A curated list of awesome Fiber middlewares, boilerplates, recipes, articles, and tools for the Go web framework.
Awesome Fiber is a curated directory of resources for the Fiber web framework in Go. It collects middlewares, boilerplates, example projects, articles, and tools to help developers build web applications faster. The project solves the problem of discovering high-quality, community-vetted extensions and learning materials for Fiber.
Go developers using or evaluating the Fiber framework who need production-ready components, project templates, or educational content. It's particularly valuable for backend engineers building REST APIs and web services.
Developers choose Awesome Fiber because it provides a single, trusted source for discovering vetted Fiber ecosystem resources, saving hours of searching GitHub and documentation. Its curated approach ensures quality and relevance compared to unorganized search results.
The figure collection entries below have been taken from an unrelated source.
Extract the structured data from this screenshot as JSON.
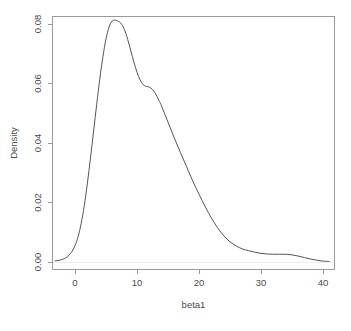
{
  "figure": {
    "title": "",
    "background_color": "#ffffff",
    "axis_color": "#9a9a9a",
    "curve_color": "#555555",
    "text_color": "#4a4a4a"
  },
  "chart_data": {
    "type": "line",
    "subtype": "kernel-density",
    "title": "",
    "xlabel": "beta1",
    "ylabel": "Density",
    "xlim": [
      -3.2,
      41.5
    ],
    "ylim": [
      0.0,
      0.0845
    ],
    "xticks": [
      0,
      10,
      20,
      30,
      40
    ],
    "xticklabels": [
      "0",
      "10",
      "20",
      "30",
      "40"
    ],
    "yticks": [
      0.0,
      0.02,
      0.04,
      0.06,
      0.08
    ],
    "yticklabels": [
      "0.00",
      "0.02",
      "0.04",
      "0.06",
      "0.08"
    ],
    "grid": false,
    "legend": null,
    "series": [
      {
        "name": "beta1 density",
        "color": "#555555",
        "x": [
          -3.2,
          -2.5,
          -2.0,
          -1.5,
          -1.0,
          -0.5,
          0.0,
          0.5,
          1.0,
          1.5,
          2.0,
          2.5,
          3.0,
          3.5,
          4.0,
          4.5,
          5.0,
          5.5,
          6.0,
          6.5,
          7.0,
          7.5,
          8.0,
          8.5,
          9.0,
          9.5,
          10.0,
          10.5,
          11.0,
          11.5,
          12.0,
          12.5,
          13.0,
          13.5,
          14.0,
          15.0,
          16.0,
          17.0,
          18.0,
          19.0,
          20.0,
          21.0,
          22.0,
          23.0,
          24.0,
          25.0,
          26.0,
          27.0,
          28.0,
          29.0,
          30.0,
          31.0,
          32.0,
          33.0,
          34.0,
          35.0,
          36.0,
          37.0,
          38.0,
          39.0,
          40.0,
          41.0
        ],
        "y": [
          0.0004,
          0.0006,
          0.0009,
          0.0014,
          0.0022,
          0.0035,
          0.0055,
          0.0085,
          0.013,
          0.019,
          0.0265,
          0.035,
          0.044,
          0.053,
          0.0615,
          0.069,
          0.075,
          0.079,
          0.081,
          0.0813,
          0.0809,
          0.08,
          0.078,
          0.0748,
          0.071,
          0.0672,
          0.0638,
          0.0612,
          0.0596,
          0.059,
          0.0588,
          0.058,
          0.0565,
          0.0545,
          0.0522,
          0.047,
          0.0418,
          0.0368,
          0.032,
          0.0272,
          0.0228,
          0.0186,
          0.0148,
          0.0115,
          0.0088,
          0.0068,
          0.0054,
          0.0044,
          0.0038,
          0.0033,
          0.0029,
          0.0027,
          0.0026,
          0.0026,
          0.0026,
          0.0024,
          0.002,
          0.0015,
          0.001,
          0.0006,
          0.0003,
          0.0002
        ]
      }
    ],
    "annotations": {
      "peak_x": 6.6,
      "peak_y": 0.0813,
      "shoulder_x": 11.8,
      "shoulder_y": 0.0589,
      "tail_bump_x": 33.0,
      "tail_bump_y": 0.0026
    }
  },
  "axes": {
    "x_axis": {
      "label": "beta1",
      "ticks": [
        {
          "value": 0,
          "label": "0"
        },
        {
          "value": 10,
          "label": "10"
        },
        {
          "value": 20,
          "label": "20"
        },
        {
          "value": 30,
          "label": "30"
        },
        {
          "value": 40,
          "label": "40"
        }
      ]
    },
    "y_axis": {
      "label": "Density",
      "ticks": [
        {
          "value": 0.0,
          "label": "0.00"
        },
        {
          "value": 0.02,
          "label": "0.02"
        },
        {
          "value": 0.04,
          "label": "0.04"
        },
        {
          "value": 0.06,
          "label": "0.06"
        },
        {
          "value": 0.08,
          "label": "0.08"
        }
      ]
    }
  }
}
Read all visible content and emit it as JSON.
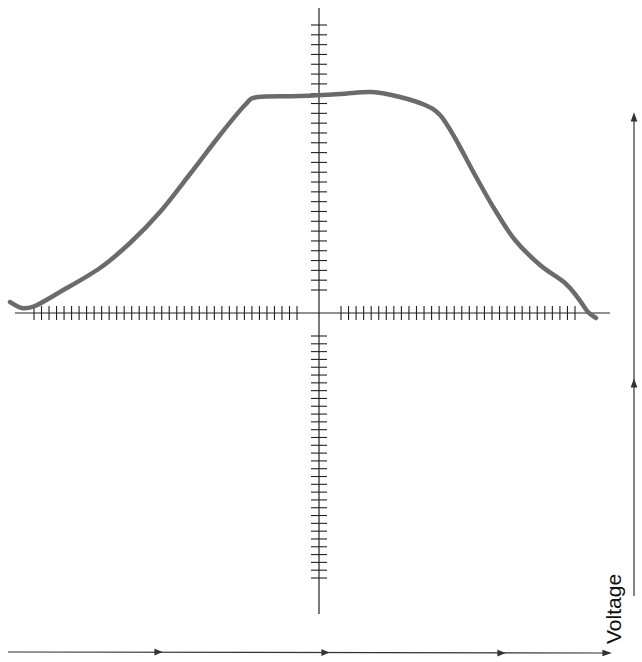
{
  "chart_data": {
    "type": "line",
    "title": "",
    "xlabel": "",
    "ylabel": "Voltage",
    "grid": false,
    "legend": null,
    "axes": {
      "origin_px": [
        319,
        313
      ],
      "x_ticks_left": 36,
      "x_ticks_right": 32,
      "y_ticks_upper": 28,
      "y_ticks_lower": 32
    },
    "series": [
      {
        "name": "pulse",
        "color": "#6b6b6b",
        "points_px": [
          [
            10,
            302
          ],
          [
            22,
            308
          ],
          [
            35,
            306
          ],
          [
            60,
            292
          ],
          [
            100,
            268
          ],
          [
            130,
            243
          ],
          [
            160,
            212
          ],
          [
            190,
            174
          ],
          [
            220,
            135
          ],
          [
            245,
            105
          ],
          [
            258,
            97
          ],
          [
            300,
            96
          ],
          [
            340,
            94
          ],
          [
            372,
            92
          ],
          [
            400,
            97
          ],
          [
            425,
            105
          ],
          [
            440,
            115
          ],
          [
            455,
            138
          ],
          [
            475,
            175
          ],
          [
            495,
            210
          ],
          [
            515,
            240
          ],
          [
            540,
            265
          ],
          [
            565,
            283
          ],
          [
            578,
            298
          ],
          [
            588,
            312
          ],
          [
            596,
            318
          ]
        ]
      }
    ]
  },
  "labels": {
    "voltage_axis": "Voltage"
  },
  "colors": {
    "curve": "#6b6b6b",
    "axis": "#222222",
    "background": "#ffffff"
  }
}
✨ A curated list of awesome Fiber middlewares, boilerplates, recipes, articles and tools.
Open-Awesome is built by the community, for the community. Submit a project, suggest an awesome list, or help improve the catalog on GitHub.
Categorizes over 50 middlewares for authentication, security, logging, and more, including core, external, and third-party options, making it easy to find production-ready components.
Offers recipes, tutorials, articles, and videos with real-world examples, such as building REST APIs with PostgreSQL and JWT, accelerating the learning curve.
Links to benchmarks like TechEmpower and go-web-framework-benchmark, providing data-driven comparisons to other frameworks for informed decisions.
Aggregates vetted contributions from the Fiber ecosystem, ensuring a wide range of tools and best practices are discoverable in one place.
Third-party resources and middlewares may have inconsistent maintenance or documentation, as the list relies on community submissions without strict validation.
Serves only as a directory; developers must manually test and integrate each resource, which can add overhead compared to bundled solutions.
Community-maintained lists risk including deprecated or broken links over time, requiring users to verify resource compatibility independently.